MCTS donates unclaimed bikes
With all due respect to stalwart OnMilwaukee.com talkbacker Gomez, I see more and more bikes hitching a ride on the Milwaukee County Transit System bus racks. I don't use them – because I don't ride the bus much – but I notice cycles on them all the time.
A couple weeks ago, a co-worker told me that the MCTS bus garage on Fond du Lac Avenue has a cage filled with bikes that have been left on the bus racks.
While I don't entirely get how you can load your bike, ride the bus and then exit the bus and forget the bike, I guess I can imagine that it happens.
Heck, I once drove to Alterra and then walked back to the office after my coffee, only to come out of work at the end of the day to think my car had been stolen (sad, but true).
The part that really baffles is that those bike-leavers don't then later realize they left their two-wheeler on the big green limousine (which, I know, are more blue than green these days) and go back to claim it at the Fond du Lac lost and found.
But, it's true, says MCTS' Jennifer Bradley Vent, who, I admit in the interest of disclosure, is among my best friends.
"Since the first bike rack was installed in May 2009, MCTS has had a total of 183 bikes left on buses," she tells me in an e-mail. But, of course, unclaimed bikes are a relatively rare find on the bus.
"We find about five times more cell phones than bikes left on the bus," she says. "With 40 million rides given each year, many and a variety of items are left behind on the bus. Cell phones and umbrellas are some items more often forgotten, but unusual items are forgotten too, including TVs, crutches, fishing poles and musical instruments."
Although I didn't get hard and fast numbers, it sure sounds like a lot of bikes go unclaimed. So, what happens to them?
"Several bikes have been claimed," says Bradley Vent, "but most have been donated to a non-profit organization that rehabs used bikes."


▶ [Problem description] Below are records; report the number of lines in them that include the word "sait", with no other text.

▶ [Supplied information]
-----
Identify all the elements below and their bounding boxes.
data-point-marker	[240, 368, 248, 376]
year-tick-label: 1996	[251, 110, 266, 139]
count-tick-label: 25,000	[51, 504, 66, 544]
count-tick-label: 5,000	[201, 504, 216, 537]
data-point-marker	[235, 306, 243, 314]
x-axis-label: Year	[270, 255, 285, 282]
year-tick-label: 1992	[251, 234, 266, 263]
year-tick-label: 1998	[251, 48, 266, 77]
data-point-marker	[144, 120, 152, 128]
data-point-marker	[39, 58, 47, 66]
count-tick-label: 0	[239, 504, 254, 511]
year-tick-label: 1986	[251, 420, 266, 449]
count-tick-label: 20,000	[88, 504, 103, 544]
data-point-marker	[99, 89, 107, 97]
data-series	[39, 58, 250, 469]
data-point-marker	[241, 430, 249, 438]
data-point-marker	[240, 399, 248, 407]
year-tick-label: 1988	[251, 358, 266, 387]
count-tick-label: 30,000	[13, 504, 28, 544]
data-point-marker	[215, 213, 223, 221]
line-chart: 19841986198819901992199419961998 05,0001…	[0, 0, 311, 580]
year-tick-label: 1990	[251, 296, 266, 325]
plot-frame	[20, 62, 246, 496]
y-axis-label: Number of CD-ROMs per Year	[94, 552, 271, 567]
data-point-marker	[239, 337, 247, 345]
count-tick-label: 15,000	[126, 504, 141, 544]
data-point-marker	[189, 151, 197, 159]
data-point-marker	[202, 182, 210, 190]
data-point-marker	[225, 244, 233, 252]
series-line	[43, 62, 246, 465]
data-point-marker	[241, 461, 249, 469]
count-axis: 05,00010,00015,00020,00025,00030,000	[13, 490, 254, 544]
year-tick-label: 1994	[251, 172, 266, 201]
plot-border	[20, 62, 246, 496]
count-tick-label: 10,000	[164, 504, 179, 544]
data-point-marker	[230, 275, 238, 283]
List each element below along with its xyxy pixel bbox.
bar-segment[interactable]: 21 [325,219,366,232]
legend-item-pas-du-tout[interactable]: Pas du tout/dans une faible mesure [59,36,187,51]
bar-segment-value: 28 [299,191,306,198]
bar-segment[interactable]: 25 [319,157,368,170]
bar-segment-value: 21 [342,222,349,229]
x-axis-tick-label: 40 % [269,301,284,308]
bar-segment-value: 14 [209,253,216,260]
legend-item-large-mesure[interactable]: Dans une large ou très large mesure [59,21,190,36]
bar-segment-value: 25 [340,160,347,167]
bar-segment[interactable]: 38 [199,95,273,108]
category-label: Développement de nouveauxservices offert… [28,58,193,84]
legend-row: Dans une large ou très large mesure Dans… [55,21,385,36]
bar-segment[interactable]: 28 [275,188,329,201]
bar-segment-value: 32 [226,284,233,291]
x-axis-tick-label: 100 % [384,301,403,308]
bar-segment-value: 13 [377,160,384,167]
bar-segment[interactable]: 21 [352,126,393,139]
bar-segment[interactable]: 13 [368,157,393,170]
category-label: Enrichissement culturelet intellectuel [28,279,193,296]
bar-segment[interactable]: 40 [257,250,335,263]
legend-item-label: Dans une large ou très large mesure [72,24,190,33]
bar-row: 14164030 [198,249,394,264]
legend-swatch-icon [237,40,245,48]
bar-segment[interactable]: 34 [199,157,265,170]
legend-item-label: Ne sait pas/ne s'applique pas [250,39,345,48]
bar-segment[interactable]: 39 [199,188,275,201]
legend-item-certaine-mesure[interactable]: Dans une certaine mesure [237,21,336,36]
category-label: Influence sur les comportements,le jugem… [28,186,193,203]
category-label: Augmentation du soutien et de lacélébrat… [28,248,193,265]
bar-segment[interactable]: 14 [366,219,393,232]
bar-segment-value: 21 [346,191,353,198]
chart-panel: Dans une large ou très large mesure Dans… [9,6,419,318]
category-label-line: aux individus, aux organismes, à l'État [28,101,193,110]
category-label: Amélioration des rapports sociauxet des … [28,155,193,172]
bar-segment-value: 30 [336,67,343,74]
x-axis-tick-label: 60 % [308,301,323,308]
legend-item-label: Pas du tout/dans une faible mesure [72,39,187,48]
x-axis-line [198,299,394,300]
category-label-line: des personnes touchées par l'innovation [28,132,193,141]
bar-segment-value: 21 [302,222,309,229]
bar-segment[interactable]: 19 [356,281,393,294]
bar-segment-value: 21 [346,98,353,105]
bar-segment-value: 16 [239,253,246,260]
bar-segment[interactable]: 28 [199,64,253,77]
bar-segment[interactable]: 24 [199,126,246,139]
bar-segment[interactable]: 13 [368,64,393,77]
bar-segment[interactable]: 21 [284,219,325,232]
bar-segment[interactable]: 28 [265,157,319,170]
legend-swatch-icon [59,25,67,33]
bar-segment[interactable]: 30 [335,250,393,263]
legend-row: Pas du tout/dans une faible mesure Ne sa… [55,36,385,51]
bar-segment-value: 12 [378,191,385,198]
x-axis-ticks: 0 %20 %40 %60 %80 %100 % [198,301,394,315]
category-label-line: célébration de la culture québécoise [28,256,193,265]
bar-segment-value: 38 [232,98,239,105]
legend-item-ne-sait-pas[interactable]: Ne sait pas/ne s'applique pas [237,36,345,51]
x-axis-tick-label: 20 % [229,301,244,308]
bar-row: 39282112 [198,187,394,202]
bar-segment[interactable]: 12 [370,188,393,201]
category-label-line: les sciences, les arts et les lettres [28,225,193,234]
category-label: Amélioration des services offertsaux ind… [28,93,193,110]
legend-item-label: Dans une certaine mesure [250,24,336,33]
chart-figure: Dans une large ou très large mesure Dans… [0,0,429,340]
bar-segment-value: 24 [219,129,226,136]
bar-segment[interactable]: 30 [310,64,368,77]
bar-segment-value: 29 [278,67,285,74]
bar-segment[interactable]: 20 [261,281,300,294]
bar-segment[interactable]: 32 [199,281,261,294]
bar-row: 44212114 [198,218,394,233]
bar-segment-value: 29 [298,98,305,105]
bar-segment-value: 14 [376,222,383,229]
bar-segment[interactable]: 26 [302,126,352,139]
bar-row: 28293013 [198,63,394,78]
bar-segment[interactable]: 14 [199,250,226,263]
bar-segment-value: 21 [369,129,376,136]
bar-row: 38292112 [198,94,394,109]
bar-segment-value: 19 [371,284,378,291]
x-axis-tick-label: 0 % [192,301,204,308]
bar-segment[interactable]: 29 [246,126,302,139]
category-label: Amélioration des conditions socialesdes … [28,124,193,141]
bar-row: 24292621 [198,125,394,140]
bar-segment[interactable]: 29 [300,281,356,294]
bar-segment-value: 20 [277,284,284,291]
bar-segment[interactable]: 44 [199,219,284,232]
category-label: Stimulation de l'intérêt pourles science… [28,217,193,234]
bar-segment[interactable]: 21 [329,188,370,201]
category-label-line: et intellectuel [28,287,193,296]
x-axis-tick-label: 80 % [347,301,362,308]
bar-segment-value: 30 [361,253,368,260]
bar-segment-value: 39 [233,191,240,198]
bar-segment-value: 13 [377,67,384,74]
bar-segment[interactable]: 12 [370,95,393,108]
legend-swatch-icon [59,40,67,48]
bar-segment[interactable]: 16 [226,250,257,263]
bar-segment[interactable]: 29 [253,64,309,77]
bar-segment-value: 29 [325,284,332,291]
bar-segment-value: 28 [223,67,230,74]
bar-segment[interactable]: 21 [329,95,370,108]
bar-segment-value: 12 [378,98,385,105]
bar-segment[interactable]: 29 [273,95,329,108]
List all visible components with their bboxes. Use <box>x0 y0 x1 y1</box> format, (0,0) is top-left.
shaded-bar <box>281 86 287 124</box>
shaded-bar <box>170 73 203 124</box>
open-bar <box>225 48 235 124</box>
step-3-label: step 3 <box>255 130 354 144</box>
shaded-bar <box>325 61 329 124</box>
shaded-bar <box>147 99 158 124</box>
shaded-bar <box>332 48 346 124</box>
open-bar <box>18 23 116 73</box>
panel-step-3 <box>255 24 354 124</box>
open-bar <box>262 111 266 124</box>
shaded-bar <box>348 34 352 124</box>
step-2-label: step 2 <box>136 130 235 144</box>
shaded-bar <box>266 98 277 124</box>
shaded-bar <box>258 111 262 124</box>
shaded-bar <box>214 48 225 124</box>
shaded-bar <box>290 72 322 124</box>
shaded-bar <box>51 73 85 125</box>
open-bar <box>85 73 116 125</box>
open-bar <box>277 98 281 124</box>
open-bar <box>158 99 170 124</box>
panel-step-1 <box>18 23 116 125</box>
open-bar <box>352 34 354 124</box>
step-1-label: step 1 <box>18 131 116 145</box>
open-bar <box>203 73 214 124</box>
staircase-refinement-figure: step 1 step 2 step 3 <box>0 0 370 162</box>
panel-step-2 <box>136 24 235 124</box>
-----
▶ [Output of the exercise] 2